Of course it goes without saying - which is why I haven't said it so far - that renaming Teesside Airport Durham Tees Valley would be a ridiculous waste of time.

People do not travel to airports. They travel to places, sometimes arriving at an airport. While there might be good cultural reasons for renaming an airport, like honouring John Lennon by bestowing his name on Liverpool Airport, a new name is unlikely to attract a single additional traveller. It will certainly not draw significant extra numbers.

That much seems obvious. A special irony of the Durham Tees Valley proposal is that the airport's 'home' local authority, Darlington, has turned its back on Durham, whose boundaries have retreated to its border. Durham County Council is content with this arrangement not only here but on Tyne and Wear and Teesside, where the borders of the true Durham are also denied.

To some, this observation might simply echo a dead past. But the adoption of the Tees Valley tag by the authorities north of the river is a deliberate contemporary snub to Durham, ancient or modern. Yet if the name change goes through, 'Durham' will be the handle grasped by the outside world - or as much of it as deals with the airport.

The primary blunder, of course, is the name 'Tees Valley,' a misbegotten attempt to soften 'Teesside'. For donkeys' years few will know what or where it is. And when the penny drops, with 'Tees Valley' recognised as a synonymn for 'Teesside', the region will be back where it started. Barmy.

Did you spot it, the Big Mistake here last week?

The threshold for inheritance tax, which I stated to be £500,000, is £255,000. Above that, tax claims a whacking 40 per cent.

While assets willed to a husband or wife are tax free, on the death of the second partner the full tax is due. Through rising house prices, the tax now catches many who were not its intended target. This is why the Government needs to raise the inheritance tax threshold substantially.

Among readers who pointed out my error was one who also drew attention to what he considered the greater outrage of people having to sell their homes to pay for nursing care. Each year about 70,000 homes are sold for this purpose.

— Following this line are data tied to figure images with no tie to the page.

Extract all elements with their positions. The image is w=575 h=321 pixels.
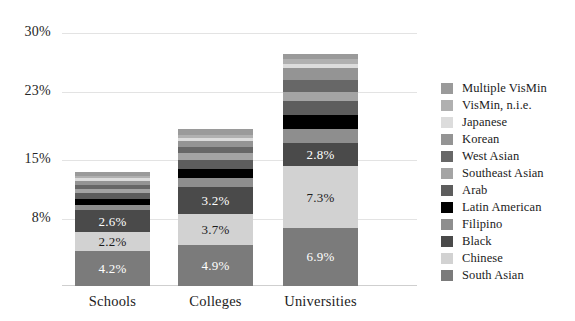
chart-legend: Multiple VisMinVisMin, n.i.e.JapaneseKor… (441, 80, 573, 284)
bar-segment[interactable] (283, 115, 358, 128)
legend-swatch-icon (441, 219, 453, 230)
legend-swatch-icon (441, 236, 453, 247)
legend-item[interactable]: Arab (441, 182, 573, 199)
legend-item-label: Black (462, 234, 492, 249)
x-axis-label-colleges: Colleges (161, 293, 271, 310)
legend-swatch-icon (441, 134, 453, 145)
segment-value-label: 7.3% (307, 191, 335, 204)
legend-swatch-icon (441, 270, 453, 281)
bar-segment[interactable] (178, 178, 253, 186)
bar-segment[interactable]: 4.9% (178, 245, 253, 286)
x-axis-label-universities: Universities (266, 293, 376, 310)
legend-swatch-icon (441, 83, 453, 94)
bar-segment[interactable]: 2.2% (75, 232, 150, 251)
legend-item[interactable]: Korean (441, 131, 573, 148)
legend-item-label: Korean (462, 132, 499, 147)
segment-value-label: 6.9% (307, 250, 335, 263)
legend-item[interactable]: Filipino (441, 216, 573, 233)
segment-value-label: 3.2% (202, 194, 230, 207)
segment-value-label: 2.6% (99, 215, 127, 228)
segment-value-label: 2.8% (307, 148, 335, 161)
bar-segment[interactable] (283, 92, 358, 100)
legend-item[interactable]: Multiple VisMin (441, 80, 573, 97)
bar-segment[interactable] (178, 169, 253, 178)
bar-segment[interactable]: 6.9% (283, 228, 358, 286)
legend-swatch-icon (441, 100, 453, 111)
legend-item-label: Latin American (462, 200, 542, 215)
legend-item[interactable]: Japanese (441, 114, 573, 131)
bar-segment[interactable] (283, 129, 358, 143)
stacked-bar-chart: 8%15%23%30% 4.2%2.2%2.6%4.9%3.7%3.2%6.9%… (0, 0, 575, 321)
legend-item-label: South Asian (462, 268, 524, 283)
y-axis-tick-label: 23% (3, 83, 51, 99)
legend-item[interactable]: Southeast Asian (441, 165, 573, 182)
bar-segment[interactable]: 3.2% (178, 187, 253, 214)
legend-item-label: VisMin, n.i.e. (462, 98, 532, 113)
bar-universities[interactable]: 6.9%7.3%2.8% (283, 54, 358, 286)
x-axis-label-schools: Schools (58, 293, 168, 310)
segment-value-label: 4.2% (99, 262, 127, 275)
legend-swatch-icon (441, 151, 453, 162)
legend-item-label: Southeast Asian (462, 166, 544, 181)
legend-item[interactable]: Latin American (441, 199, 573, 216)
bar-segment[interactable]: 4.2% (75, 251, 150, 286)
legend-item[interactable]: West Asian (441, 148, 573, 165)
legend-item-label: West Asian (462, 149, 519, 164)
bar-segment[interactable]: 2.6% (75, 210, 150, 232)
gridline (62, 33, 417, 34)
legend-item[interactable]: South Asian (441, 267, 573, 284)
bar-segment[interactable]: 7.3% (283, 166, 358, 227)
legend-swatch-icon (441, 168, 453, 179)
bar-segment[interactable] (178, 160, 253, 169)
legend-item[interactable]: VisMin, n.i.e. (441, 97, 573, 114)
legend-item-label: Chinese (462, 251, 503, 266)
gridline (62, 92, 417, 93)
y-axis-tick-label: 8% (3, 210, 51, 226)
legend-item-label: Multiple VisMin (462, 81, 547, 96)
legend-item-label: Arab (462, 183, 487, 198)
bar-segment[interactable] (283, 68, 358, 80)
bar-segment[interactable] (283, 80, 358, 93)
chart-title (0, 0, 575, 3)
legend-swatch-icon (441, 117, 453, 128)
bar-schools[interactable]: 4.2%2.2%2.6% (75, 172, 150, 286)
bar-segment[interactable] (283, 101, 358, 115)
segment-value-label: 4.9% (202, 259, 230, 272)
segment-value-label: 2.2% (99, 235, 127, 248)
legend-item[interactable]: Black (441, 233, 573, 250)
legend-item[interactable]: Chinese (441, 250, 573, 267)
legend-swatch-icon (441, 202, 453, 213)
segment-value-label: 3.7% (202, 223, 230, 236)
bar-segment[interactable]: 2.8% (283, 143, 358, 167)
bar-colleges[interactable]: 4.9%3.7%3.2% (178, 129, 253, 286)
legend-item-label: Filipino (462, 217, 502, 232)
bar-segment[interactable] (178, 153, 253, 160)
legend-swatch-icon (441, 185, 453, 196)
legend-swatch-icon (441, 253, 453, 264)
plot-area: 4.2%2.2%2.6%4.9%3.7%3.2%6.9%7.3%2.8% (62, 25, 417, 286)
legend-item-label: Japanese (462, 115, 507, 130)
y-axis-tick-label: 15% (3, 151, 51, 167)
y-axis-tick-label: 30% (3, 24, 51, 40)
bar-segment[interactable]: 3.7% (178, 214, 253, 245)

Since, a few years back, one of these was the home of my mother-in-law, medically deemed to need residential care, which swallowed virtually all the proceeds from the sale of her home, I should have picked this up. In Scotland, of course, the state funds nursing care for the elderly. But Tony Blair will be deaf to this in his Big Conversation.

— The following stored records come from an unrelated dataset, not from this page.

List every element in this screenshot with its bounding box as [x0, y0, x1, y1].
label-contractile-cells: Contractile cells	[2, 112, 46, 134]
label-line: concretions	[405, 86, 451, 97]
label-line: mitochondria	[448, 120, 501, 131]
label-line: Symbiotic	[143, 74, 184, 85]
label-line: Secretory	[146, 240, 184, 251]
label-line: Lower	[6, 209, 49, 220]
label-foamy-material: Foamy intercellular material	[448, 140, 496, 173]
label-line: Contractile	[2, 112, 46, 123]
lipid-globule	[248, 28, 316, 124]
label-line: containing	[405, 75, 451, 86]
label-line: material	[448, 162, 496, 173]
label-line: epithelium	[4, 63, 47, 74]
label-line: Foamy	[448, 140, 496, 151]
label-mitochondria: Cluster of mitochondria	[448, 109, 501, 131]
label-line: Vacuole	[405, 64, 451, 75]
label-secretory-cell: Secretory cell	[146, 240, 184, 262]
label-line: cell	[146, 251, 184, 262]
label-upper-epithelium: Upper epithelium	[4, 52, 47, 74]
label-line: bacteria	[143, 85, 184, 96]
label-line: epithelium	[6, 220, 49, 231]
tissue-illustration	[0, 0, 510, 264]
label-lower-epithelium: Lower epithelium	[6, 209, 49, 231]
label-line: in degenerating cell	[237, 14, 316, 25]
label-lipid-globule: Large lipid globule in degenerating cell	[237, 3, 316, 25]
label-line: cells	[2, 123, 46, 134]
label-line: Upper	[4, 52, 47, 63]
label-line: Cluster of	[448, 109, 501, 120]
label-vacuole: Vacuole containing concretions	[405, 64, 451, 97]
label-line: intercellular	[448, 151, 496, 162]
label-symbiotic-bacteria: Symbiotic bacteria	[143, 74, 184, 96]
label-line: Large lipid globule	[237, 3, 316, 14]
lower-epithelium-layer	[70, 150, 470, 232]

Global warming? Perhaps. Great Broughton warming? Certainly. A primrose in my garden in the eponymous North Yorkshire village has been in flower for a fortnight. And blackcaps, once summer visitors to our shores, have wintered in the garden for the past two years.

Yet the British Trust for Ornithology is excited that the blackcap is now a winter resident in "a third of gardens in south-west England.'' Somehow, our North-East garden has become an outpost of the English Riviera.